Photo Booth succeeds on nearly every level and without fanfare. It is people-powered and intimate. It embodies simplicity with it’s point and shoot functionality, providing the all-important “say cheese” user feedback in the form of a visual and aural countdown. With the Flickr plug-in, you can immediately upload and share your Photo Booth memories with the world.

Photo Booth serves us as humans, rather than targeting us as users. It is examples of deep UX design such as this that reinforce the potential for technology to enhance our lives by integrating with them, rather than by trying to change or manipulate our relatively immutable cognitive and emotional mental models - which haven’t really moved on the evolution-meter for the last 50,000 years. A lesson we could all do well to remember next time we’re sitting in a brainstorm or noodling on a white board.

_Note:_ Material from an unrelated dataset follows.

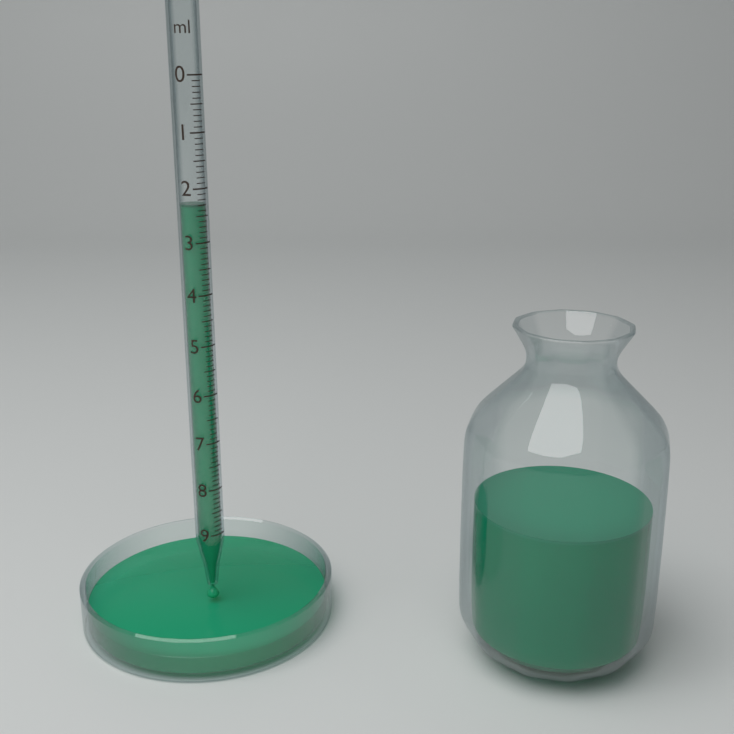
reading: 2.3 ml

Firefox LogoI have recently upgraded to the new Firefox 3 browser, and it shows off some subtle but significant user-centered design innovation. One change in particular I noticed was the default address bar interface, that takes on the microcosmic engagement of the back/forward button. Who would ever question a convention that has become so standard and expected? The organic software creators on the Mozilla team did just that.
The New Back Button, Firefox 3

The change is based on simple visual hierarchy and task-based prioritization. Think about how often you use your own back button (come on now, you know what I mean) in relation to how often you use the forward button. The design reflects the use of the interaction, rather than vice versa.

Interestingly, a number of developers I’ve talked to about the new interface aren’t thrilled in general. And I am slightly bewildered by the proximity of the history interaction (it’s adjacent to the forward button rather than the back button). It turns out the reason they are turned off is because the display is different that what they are used to. As with any convention, adoption is a complex equation. Whether the button changes the way users feel about the interaction, or the way designers think about it is yet to be seen. But the fact that Firefox itself has built a nearly 20% share of the browser market by using an organic design platform shows that the masses are open to change. Let’s see how the 150 million Firefox users like the new back button.

My full presentation from the 2008 Flashbelt conference in Minneapolis was selected by the editors as a featured presentation on SlideShare. Check it out, you can find it on the features page somewhere between “How to Ride a Freight Train” and “Surfing.” An honor to receive a tip of the hat from the smart people at SlideShare - a company that is all about creating community and building meaningful user experiences. Thanks!